We should also eliminate all term limits, except perhaps some sort of cap on length of service for the governor. Term limits in the state government are silly. If voters don't like the job that an elected official is doing, they have a responsibility to vote them out, or live with the consequences. Frankly, I think term limits are an abdication of responsibility, and have contributed a great deal to the mess we are in now. A parliamentary system along the lines I outlined above would ensure turnover because voters would be choosing their legislator and governor at the same time. An unpopular governor would drag down legislators with him because voters upset with his or her performance would have to vote against their local legislator.
As in most parliamentary systems, of course, the option would exist to bring down a government by a vote of no-confidence. If the legislators from a majority party decided that the governor was leading them over a cliff, they have a vote of no confidence, and government would fall, and there would be new elections.

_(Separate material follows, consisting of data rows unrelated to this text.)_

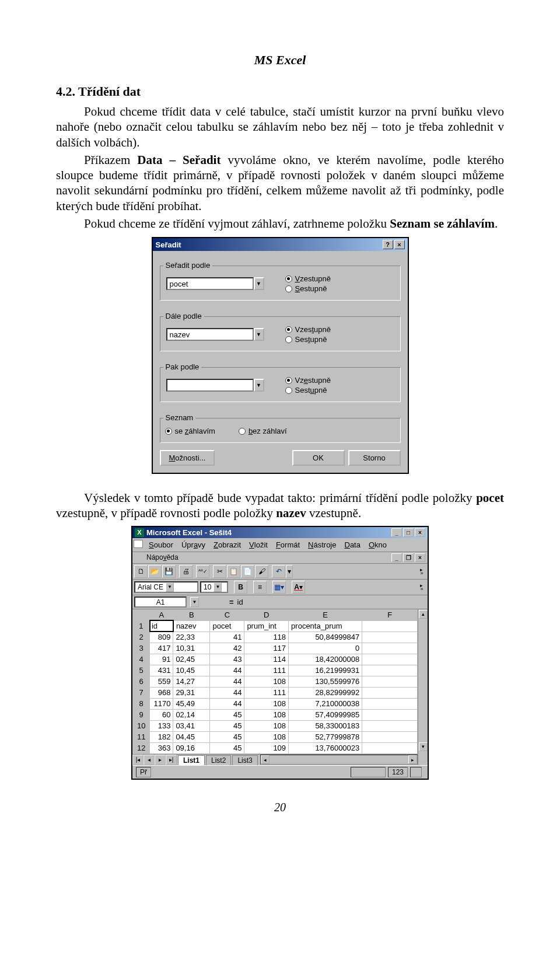 Image resolution: width=560 pixels, height=970 pixels. What do you see at coordinates (408, 558) in the screenshot?
I see `doc-restore-button: ❐` at bounding box center [408, 558].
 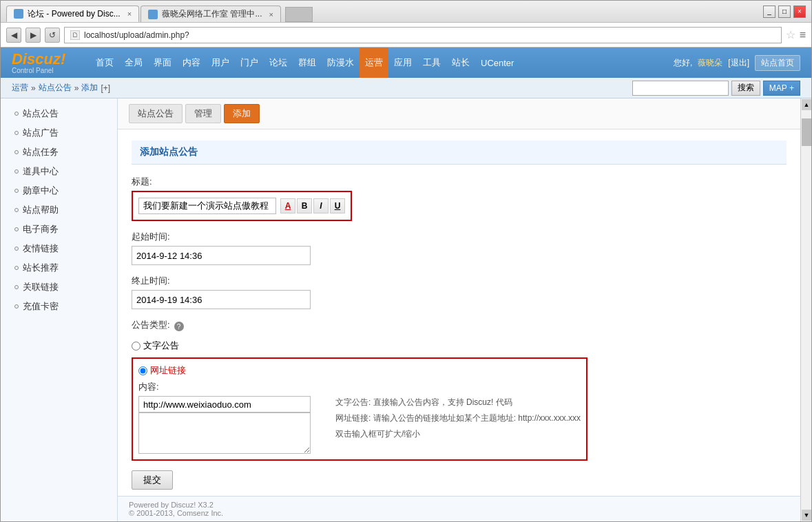 What do you see at coordinates (803, 35) in the screenshot?
I see `menu-icon: ≡` at bounding box center [803, 35].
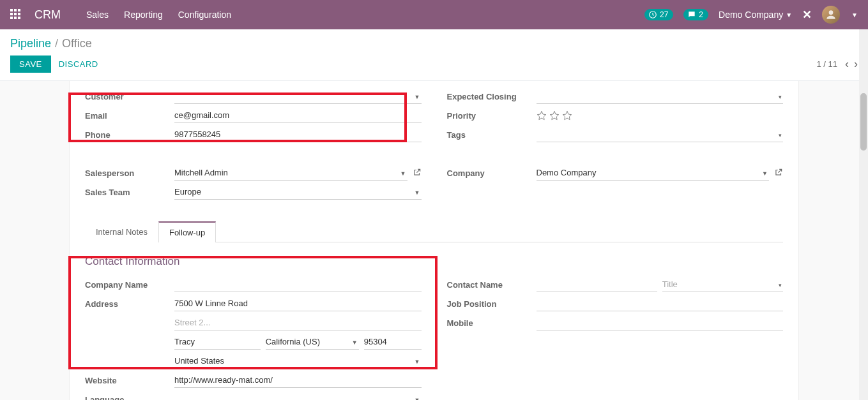  I want to click on apps-icon, so click(16, 15).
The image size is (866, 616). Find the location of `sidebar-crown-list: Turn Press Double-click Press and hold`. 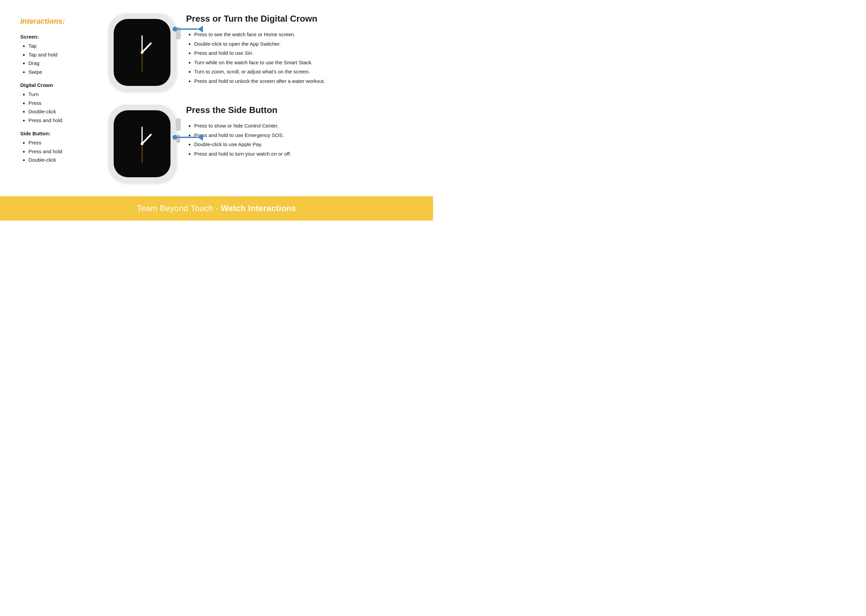

sidebar-crown-list: Turn Press Double-click Press and hold is located at coordinates (58, 107).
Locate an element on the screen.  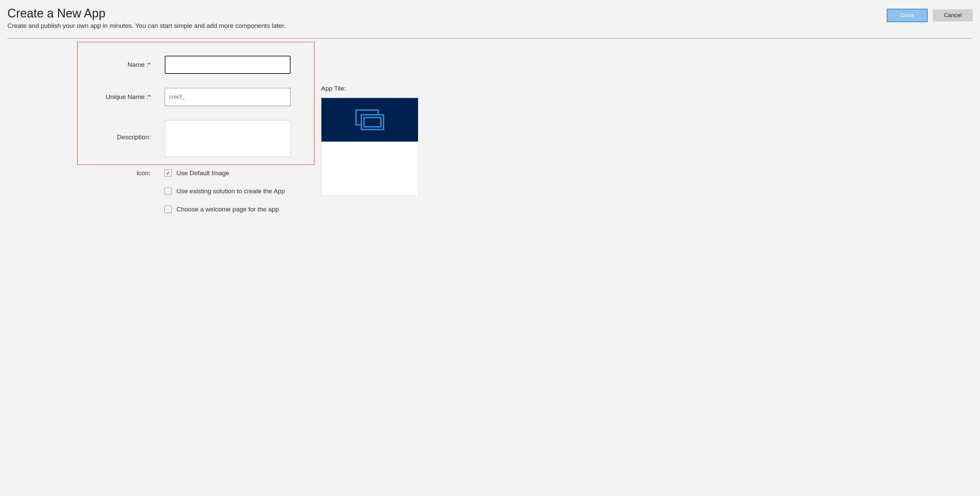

A key principle in the drawing of boundaries for legislative districts should be that internal heterogeneity should be maximized, not minimized. Basically the goal should be to make every district as representative as possible of the state, or at least its region, so that every election is competitive, and a successful candidate has to assemble a coalition of voters from a variety of groups. This would push candidates toward the center, and favor candidates who could appeal to a broad spectrum of voters. I haven't thought this through, but one approach might be to randomize the drawing of boundaries. Rather than try to find some deterministic algorithm that draw boundaries that maximize conformity to some present criteria, and thereby reify some notion of what the key groups to be balanced are, maybe there is a way of redrawing boundaries through some kind of random process every ten years. Of course districts would need to be compact, i.e. you would have to be able to reach any point in the district from any other point in the district without leaving the district. While by luck of the draw individual districts might be skewed toward one demographic or another, overall there would be fewer safe seats for either party, and elected officials would need to be more attuned to the concerns of the center.
Right now it seems that district boundaries are drawn to maximize internal heterogeneity, and thereby create safe seats for specific parties. This ends up making party primaries more important than the actual elections. For both parties, this results in the election of extremists who seek to satisfy their base and thereby survive the primary.